The Sociology of Philosophies

(Wang) #1

networks, has turned to exposing the inner truth claims of the various special-
ized branches to the alternative perspectives of different branches.
Much of the intellectual action now comes from cross-disciplinary clashes,
but this sociological point is not yet an epistemological judgment on the reality
of the objects that particular fields are studying. Analysis is not the same as
critique. Reflexivity per se is not necessarily self-undermining. To say “I am
lying” is paradoxical; but to say “I am telling the truth” is not. Why then is
it so easily assumed that sociological reflexivity undermines the truth of what-
ever socially produced knowledge it focuses upon?
The widespread assumption is that truth is determined by reality; a state-
ment is true because it meets the criteria of truth, not because of any other
reason. If truth is socially determined, then it cannot be determined by truth
itself. This is like saying that one sees things accurately only if one sees without
eyeballs, as if knowing must take place without any human apparatus for
knowing.
Truth characterizes statements. Reality is that which makes statements true,
but reality itself is neither true nor false; it simply is. Statements are inevitably
human; truth, when it exists, is inevitably a phenomenon of the human world.
The abstract truths we are concerned with, found in the statements of intellec-
tuals, arise in the specialized discourse of social networks. The very conception
of truth, and the criteria by which truth is recognized, arise within human
communities, and have been changed, abstracted, and refined over the genera-
tions of intellectual networks. That is merely a historical fact. That conceptions
of truth are human, and historical, does not automatically divorce true state-
ments from reality.
Truths do not arise in isolated brains or disembodied minds. The message
of this book is that mind is not a substance or an entity; the verbal thinking
we are concerned with is an activity of overt and internal conversations.
Thought is always linked in a flow of verbal gesture from human body to body,
among mutually focused nervous systems, reverberating with shared rhythms
of attention. Its symbols represent general and abstract viewpoints because
they are communicable markings, activities of taking the stance of all the
members of the network. Its arguments are energized by the emotional energy
arising from the ritual density of interactions in the core of the intellectual
networks, where disagreements are focused and alliances are made. The indi-
vidual thinker, closeted in privacy, thinks something which is significant for
the network only because his or her inner conversation is part of the larger
conversation and contributes to its problems. If a brain flickers and brightens
with statements which are true, this happens only because that brain is pulsing
in connection with the past and anticipated future of a social network. Truth
arises in social networks; it could not possibly arise anywhere else.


- [What the task requires]: Below are some records; find each line that carries the word "PersonalizationDealing" and copy it.
══ Extracted entries
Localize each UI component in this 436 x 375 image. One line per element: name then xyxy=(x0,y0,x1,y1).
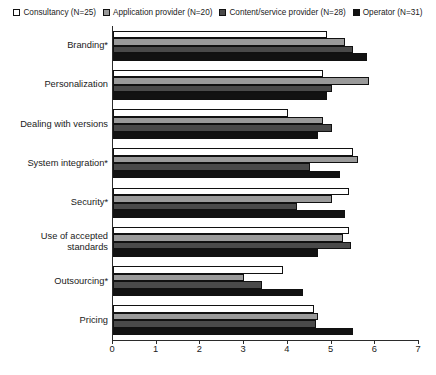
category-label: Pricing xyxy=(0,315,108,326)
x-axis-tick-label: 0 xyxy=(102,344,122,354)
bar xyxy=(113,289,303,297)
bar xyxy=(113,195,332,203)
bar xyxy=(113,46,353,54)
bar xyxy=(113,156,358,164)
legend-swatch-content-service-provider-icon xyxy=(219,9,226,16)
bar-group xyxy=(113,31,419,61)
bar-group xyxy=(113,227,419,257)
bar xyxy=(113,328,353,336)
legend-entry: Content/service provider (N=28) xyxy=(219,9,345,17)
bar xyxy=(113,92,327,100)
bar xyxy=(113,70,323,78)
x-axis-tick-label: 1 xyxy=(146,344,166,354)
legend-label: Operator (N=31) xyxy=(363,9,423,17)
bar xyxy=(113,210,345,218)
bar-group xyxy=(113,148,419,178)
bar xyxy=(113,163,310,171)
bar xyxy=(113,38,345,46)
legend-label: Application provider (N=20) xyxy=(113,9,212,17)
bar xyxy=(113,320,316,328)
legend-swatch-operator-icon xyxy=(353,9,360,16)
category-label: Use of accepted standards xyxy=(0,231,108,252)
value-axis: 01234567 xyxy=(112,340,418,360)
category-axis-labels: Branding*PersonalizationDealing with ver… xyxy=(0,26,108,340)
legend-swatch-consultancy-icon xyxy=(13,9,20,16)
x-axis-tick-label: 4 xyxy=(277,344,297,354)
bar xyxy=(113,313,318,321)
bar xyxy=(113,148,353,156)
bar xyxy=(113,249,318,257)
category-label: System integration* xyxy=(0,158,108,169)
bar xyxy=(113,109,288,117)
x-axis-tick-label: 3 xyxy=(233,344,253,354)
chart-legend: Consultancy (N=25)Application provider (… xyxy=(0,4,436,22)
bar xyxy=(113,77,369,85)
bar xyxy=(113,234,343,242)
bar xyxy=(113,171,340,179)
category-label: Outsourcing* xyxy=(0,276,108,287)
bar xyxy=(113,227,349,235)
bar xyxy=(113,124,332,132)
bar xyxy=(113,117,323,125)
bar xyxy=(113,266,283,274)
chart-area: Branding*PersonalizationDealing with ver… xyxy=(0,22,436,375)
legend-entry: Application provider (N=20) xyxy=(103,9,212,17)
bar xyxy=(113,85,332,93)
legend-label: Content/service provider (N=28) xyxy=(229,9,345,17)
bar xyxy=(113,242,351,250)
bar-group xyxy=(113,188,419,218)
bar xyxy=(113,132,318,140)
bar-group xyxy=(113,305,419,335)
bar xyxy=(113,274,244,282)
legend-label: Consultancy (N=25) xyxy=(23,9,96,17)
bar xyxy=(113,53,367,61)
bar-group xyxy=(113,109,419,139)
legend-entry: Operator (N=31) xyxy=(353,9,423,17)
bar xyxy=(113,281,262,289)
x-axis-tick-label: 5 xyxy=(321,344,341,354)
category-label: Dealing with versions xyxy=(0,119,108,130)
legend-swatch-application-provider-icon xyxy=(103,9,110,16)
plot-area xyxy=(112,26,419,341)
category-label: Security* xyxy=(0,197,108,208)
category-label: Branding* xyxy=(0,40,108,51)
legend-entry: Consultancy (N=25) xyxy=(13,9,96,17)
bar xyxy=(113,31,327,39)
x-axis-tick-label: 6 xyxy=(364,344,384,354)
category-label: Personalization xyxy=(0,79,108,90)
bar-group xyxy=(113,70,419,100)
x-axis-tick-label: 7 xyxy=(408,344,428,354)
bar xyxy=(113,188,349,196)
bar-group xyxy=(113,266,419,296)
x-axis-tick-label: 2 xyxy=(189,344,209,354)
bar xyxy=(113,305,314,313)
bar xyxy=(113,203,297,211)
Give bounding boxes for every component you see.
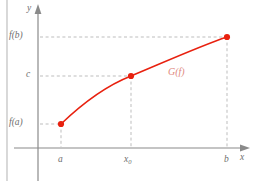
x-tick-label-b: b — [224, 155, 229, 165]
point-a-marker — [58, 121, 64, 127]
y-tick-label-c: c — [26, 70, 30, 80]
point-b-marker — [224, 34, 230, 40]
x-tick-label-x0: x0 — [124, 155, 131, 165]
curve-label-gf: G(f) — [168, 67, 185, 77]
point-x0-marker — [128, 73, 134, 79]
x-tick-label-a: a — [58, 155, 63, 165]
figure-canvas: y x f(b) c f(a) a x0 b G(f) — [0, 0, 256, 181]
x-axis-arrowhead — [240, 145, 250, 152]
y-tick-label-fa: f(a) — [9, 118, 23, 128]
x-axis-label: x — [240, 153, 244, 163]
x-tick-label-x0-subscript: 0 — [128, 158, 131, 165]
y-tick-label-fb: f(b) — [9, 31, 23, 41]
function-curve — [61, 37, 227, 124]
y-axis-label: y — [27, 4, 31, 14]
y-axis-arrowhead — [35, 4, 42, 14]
════
══ Extracted entries
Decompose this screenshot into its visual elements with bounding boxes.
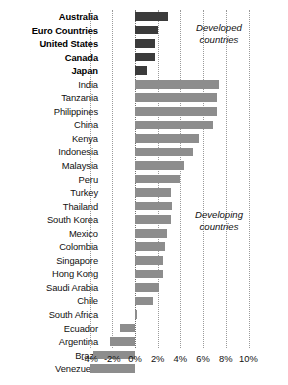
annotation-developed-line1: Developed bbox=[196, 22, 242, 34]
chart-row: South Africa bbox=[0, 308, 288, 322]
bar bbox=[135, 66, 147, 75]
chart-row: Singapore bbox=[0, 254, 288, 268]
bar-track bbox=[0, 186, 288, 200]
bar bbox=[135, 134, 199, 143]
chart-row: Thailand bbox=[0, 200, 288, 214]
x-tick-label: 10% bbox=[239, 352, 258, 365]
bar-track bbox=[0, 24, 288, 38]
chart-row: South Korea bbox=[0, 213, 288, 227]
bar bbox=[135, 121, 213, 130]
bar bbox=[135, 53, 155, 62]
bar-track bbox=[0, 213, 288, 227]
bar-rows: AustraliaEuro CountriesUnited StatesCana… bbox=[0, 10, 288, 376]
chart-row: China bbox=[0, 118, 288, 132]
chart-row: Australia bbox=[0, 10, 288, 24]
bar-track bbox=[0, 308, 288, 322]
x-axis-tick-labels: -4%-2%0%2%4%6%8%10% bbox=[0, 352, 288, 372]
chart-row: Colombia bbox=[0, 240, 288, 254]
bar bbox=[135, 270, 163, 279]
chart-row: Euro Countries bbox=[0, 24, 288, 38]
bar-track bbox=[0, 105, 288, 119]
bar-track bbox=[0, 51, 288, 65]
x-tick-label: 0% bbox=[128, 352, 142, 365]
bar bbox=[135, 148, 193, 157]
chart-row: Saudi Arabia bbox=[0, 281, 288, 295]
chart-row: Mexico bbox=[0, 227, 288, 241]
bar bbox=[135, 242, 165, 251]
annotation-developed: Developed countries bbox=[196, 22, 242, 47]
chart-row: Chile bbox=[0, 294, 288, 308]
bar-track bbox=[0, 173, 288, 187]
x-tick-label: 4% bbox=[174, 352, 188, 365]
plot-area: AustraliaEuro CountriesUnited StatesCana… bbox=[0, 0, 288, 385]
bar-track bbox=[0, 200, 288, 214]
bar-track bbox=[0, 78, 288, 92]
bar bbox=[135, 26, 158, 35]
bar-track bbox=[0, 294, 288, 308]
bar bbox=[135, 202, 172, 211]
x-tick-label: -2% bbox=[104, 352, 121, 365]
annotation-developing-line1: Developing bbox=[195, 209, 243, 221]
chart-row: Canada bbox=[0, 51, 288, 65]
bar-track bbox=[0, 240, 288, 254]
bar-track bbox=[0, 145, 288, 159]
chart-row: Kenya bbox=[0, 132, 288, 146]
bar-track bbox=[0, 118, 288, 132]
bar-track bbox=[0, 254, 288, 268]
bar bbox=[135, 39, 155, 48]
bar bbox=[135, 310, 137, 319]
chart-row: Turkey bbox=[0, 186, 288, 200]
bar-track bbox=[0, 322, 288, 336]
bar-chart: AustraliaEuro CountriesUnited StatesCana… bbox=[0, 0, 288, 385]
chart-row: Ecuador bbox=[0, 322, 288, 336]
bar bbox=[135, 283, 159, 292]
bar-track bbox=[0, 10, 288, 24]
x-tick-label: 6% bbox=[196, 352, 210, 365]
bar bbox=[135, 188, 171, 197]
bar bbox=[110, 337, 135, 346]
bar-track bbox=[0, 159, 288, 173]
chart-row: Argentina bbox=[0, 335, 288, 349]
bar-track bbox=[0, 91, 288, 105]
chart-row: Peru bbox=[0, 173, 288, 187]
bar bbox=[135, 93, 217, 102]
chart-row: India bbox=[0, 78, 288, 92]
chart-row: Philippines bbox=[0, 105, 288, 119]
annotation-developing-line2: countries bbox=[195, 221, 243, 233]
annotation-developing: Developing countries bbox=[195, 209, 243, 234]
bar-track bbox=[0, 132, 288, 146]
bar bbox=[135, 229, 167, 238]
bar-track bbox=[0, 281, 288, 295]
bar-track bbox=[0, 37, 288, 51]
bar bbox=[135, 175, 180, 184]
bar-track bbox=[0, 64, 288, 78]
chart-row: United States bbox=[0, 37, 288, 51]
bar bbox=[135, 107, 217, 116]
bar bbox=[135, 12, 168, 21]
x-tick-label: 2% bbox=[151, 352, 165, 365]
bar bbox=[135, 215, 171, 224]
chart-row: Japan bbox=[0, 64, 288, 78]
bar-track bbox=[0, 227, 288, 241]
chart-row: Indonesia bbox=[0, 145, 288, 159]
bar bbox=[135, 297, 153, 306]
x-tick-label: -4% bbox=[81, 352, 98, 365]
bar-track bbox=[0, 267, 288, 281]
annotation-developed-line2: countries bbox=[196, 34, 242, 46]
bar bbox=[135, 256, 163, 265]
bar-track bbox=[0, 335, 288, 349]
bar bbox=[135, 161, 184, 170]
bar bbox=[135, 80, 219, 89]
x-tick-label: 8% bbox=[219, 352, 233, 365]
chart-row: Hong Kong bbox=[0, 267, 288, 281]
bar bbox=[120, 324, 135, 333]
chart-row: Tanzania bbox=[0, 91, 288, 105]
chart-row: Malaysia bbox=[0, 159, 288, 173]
════
- [Exercise solution]:
category-axis-labels: Branding*PersonalizationDealing with ver… xyxy=(0,26,108,340)
chart-area: Branding*PersonalizationDealing with ver… xyxy=(0,22,436,375)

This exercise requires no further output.